Note that the hierarchy of homunculi is something very different from the hierarchy of knowledge you propose. In the latter, you can, in a sense, go as far as you like---each new level being a sort of 'coarse-graining' of the level below; in many cases, in fact, the hierarchy will terminate, because eventually, there's nothing left to coarse-grain.
The hierarchy of homunculi, however, is necessarily infinite. Picture a person looking at a screen. We'd say that they understand what's happening on the screen, that they have knowledge about it, and so on. For instance, the screen might show an apple; the person will identify the apple, and thus, recognize that picture as a picture of an apple. In this way, the picture comes to represent an apple.
But if we attempt to cash out all representation in this way, we become trapped in the infinite regress: if, in order to recognize the picture as being of an apple, the person possesses some internal mental representation of it---an inner picture of that picture of an apple---they need likewise an inner observer recognizing that second-order picture as such, in order to make it into a representation of the picture seen by the person.
But this never bottoms out: we're left with ever higher-level homunculi, and, like the way the picture of an apple can only be recognized as a picture of an apple if the first-level homunculus recognizes the internal representation as representing a picture of an apple, the interpretation of the representation at the nth level depends on the interpretation of the representation at the (n+1)st; thus, we have to climb the whole infinite hierarchy in order to generate the recognition of the picture of an apple as being a picture of an apple on the lowest rung. Since we generally consider such infinite tasks impossible, it follows that representation---intention, meaning, having aims and goals---cannot be explained by such a homuncular theory.
Now, not every theory of intentionality need be homuncular. Yours may not be, for instance. I try to circumvent the homunculus problem by the von Neumann construction, which allows me to construct a sort of internal representation that is itself its own user---that 'looks at itself', recognizing itself as representing something. But very many theories, in practice, are---as a guideline, whenever you read sentences such as 'x represents y', 'x means z', and so on, you should ask: to whom? And if there is an entity, implicitly or explicitly, that needs to be introduced in order to use a given representation as representing something, then you can discard the theory: it contains an (often unacknowledged) homunculus.
Regarding the halting problem, the example I gave is actually one in which it is solvable (while in general, it's not): the algorithm that calls itself will never terminate. But you are right to link infinite regress and self-referential problems, such as the halting problem: when I draw a map of an island, and the island includes the map (say, it's installed at some specific point), then the map must refer to itself; and if it's infinitely detailed, then the map must contain a copy of the map must contain a copy of the map... And so on.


• REQUIRED WORK
First find the line with "You are a GUI" in the entries below, then set down exactly every line through the line with "Task: Click on the span: Waived coverage", that line included.

• STUDY MATERIAL

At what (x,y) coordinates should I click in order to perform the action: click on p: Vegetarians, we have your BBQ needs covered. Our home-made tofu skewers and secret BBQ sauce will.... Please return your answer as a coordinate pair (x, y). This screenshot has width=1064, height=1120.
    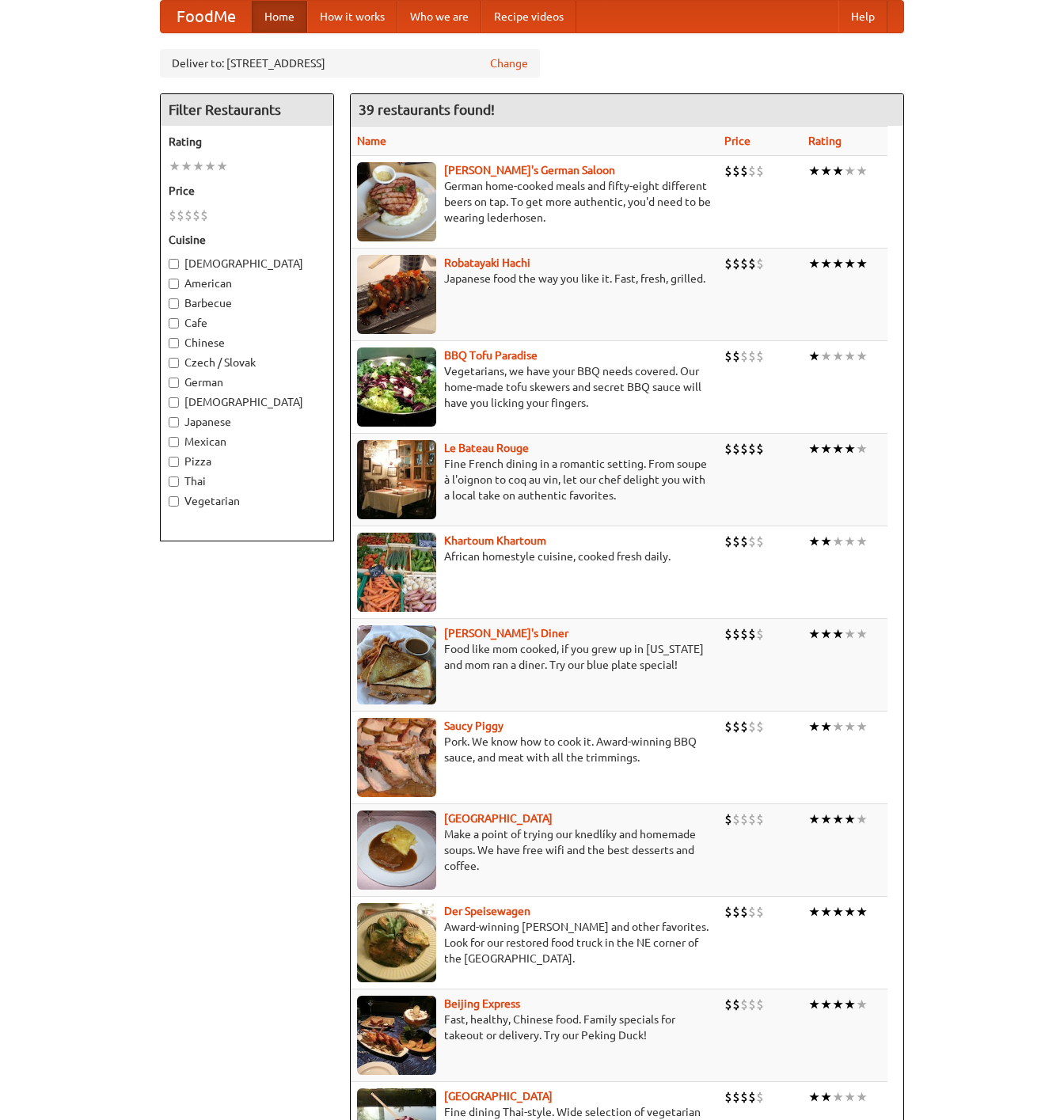
    Looking at the image, I should click on (534, 388).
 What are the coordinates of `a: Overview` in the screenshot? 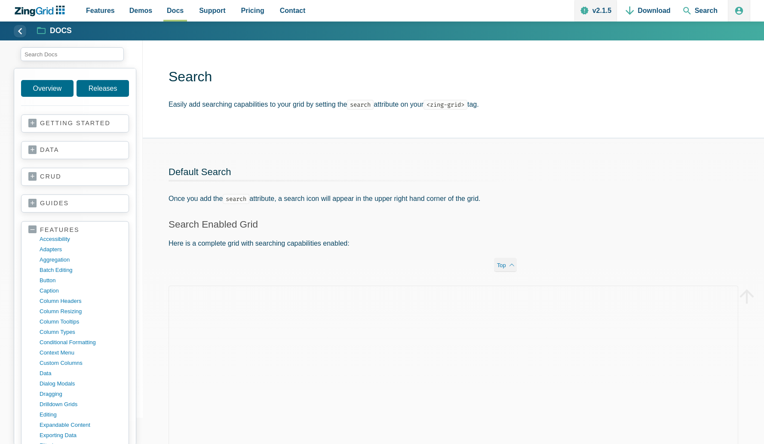 It's located at (47, 88).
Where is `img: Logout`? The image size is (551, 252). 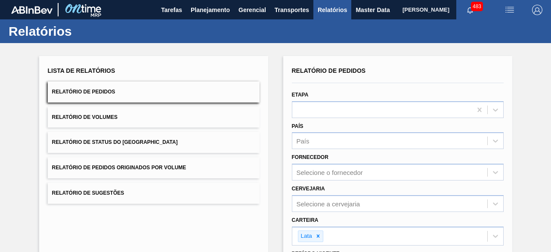
img: Logout is located at coordinates (537, 10).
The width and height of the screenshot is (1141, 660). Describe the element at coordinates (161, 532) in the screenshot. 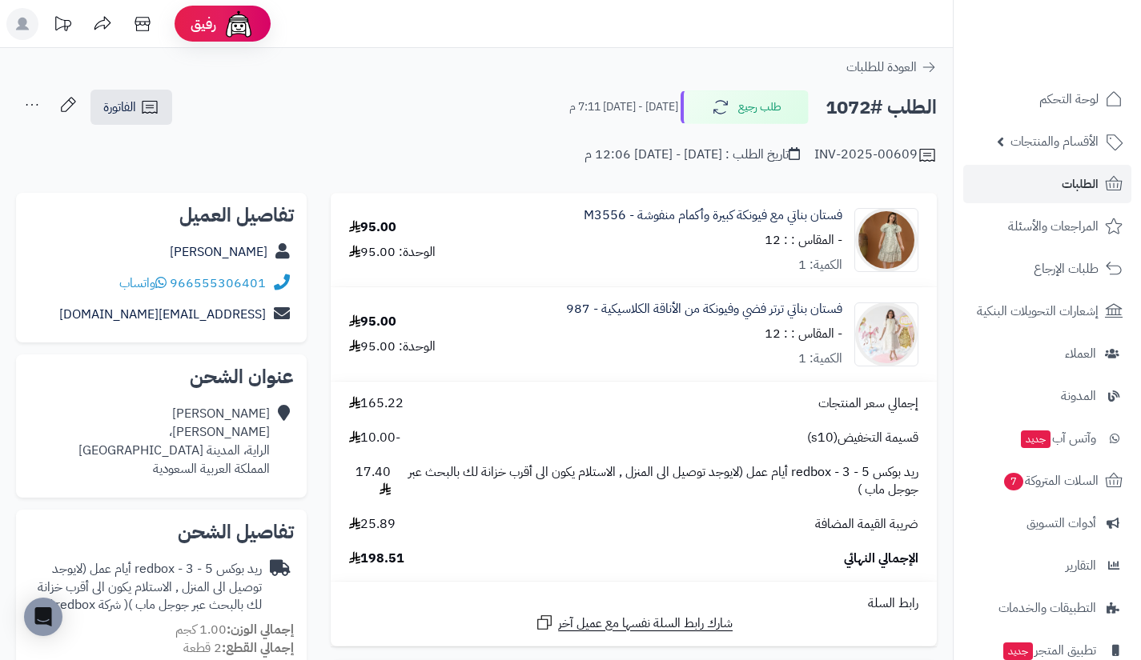

I see `h2: تفاصيل الشحن` at that location.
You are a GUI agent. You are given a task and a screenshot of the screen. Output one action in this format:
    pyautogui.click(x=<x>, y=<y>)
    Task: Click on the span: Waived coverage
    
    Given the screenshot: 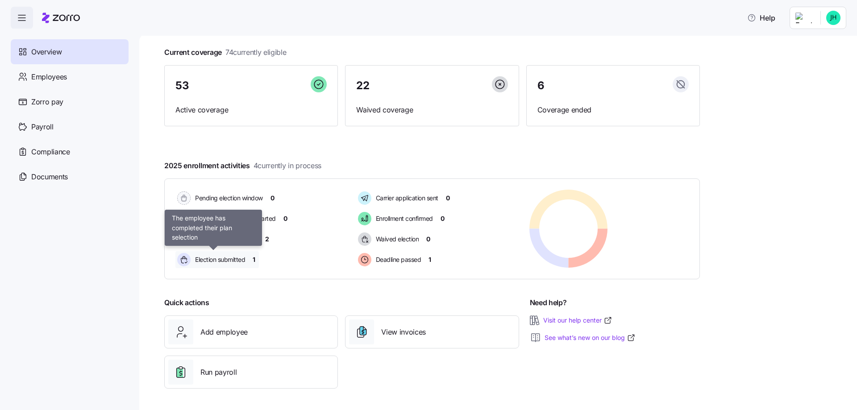 What is the action you would take?
    pyautogui.click(x=432, y=110)
    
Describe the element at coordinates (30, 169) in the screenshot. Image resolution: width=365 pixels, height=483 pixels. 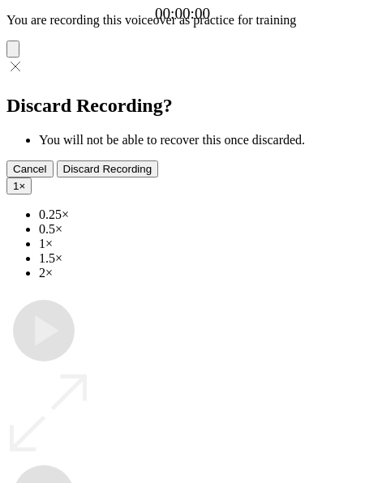
I see `button: Cancel` at that location.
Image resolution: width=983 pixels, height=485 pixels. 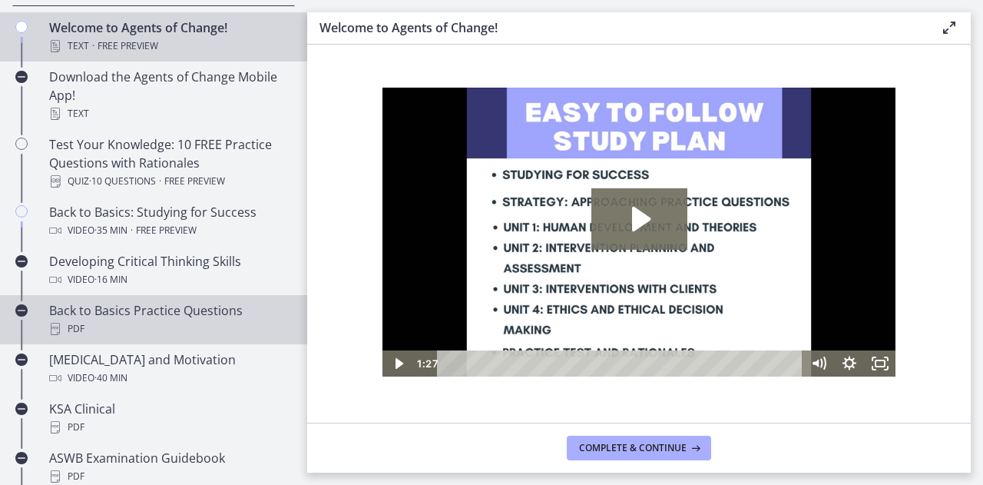 I want to click on span: · 35 min, so click(x=111, y=230).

• RESULT OF THE TASK
You are a GUI agent. You are given a task and a screenshot of the screen. Output one action in this format:
    pyautogui.click(x=<x>, y=<y>)
    Task: Click on the span: Waived coverage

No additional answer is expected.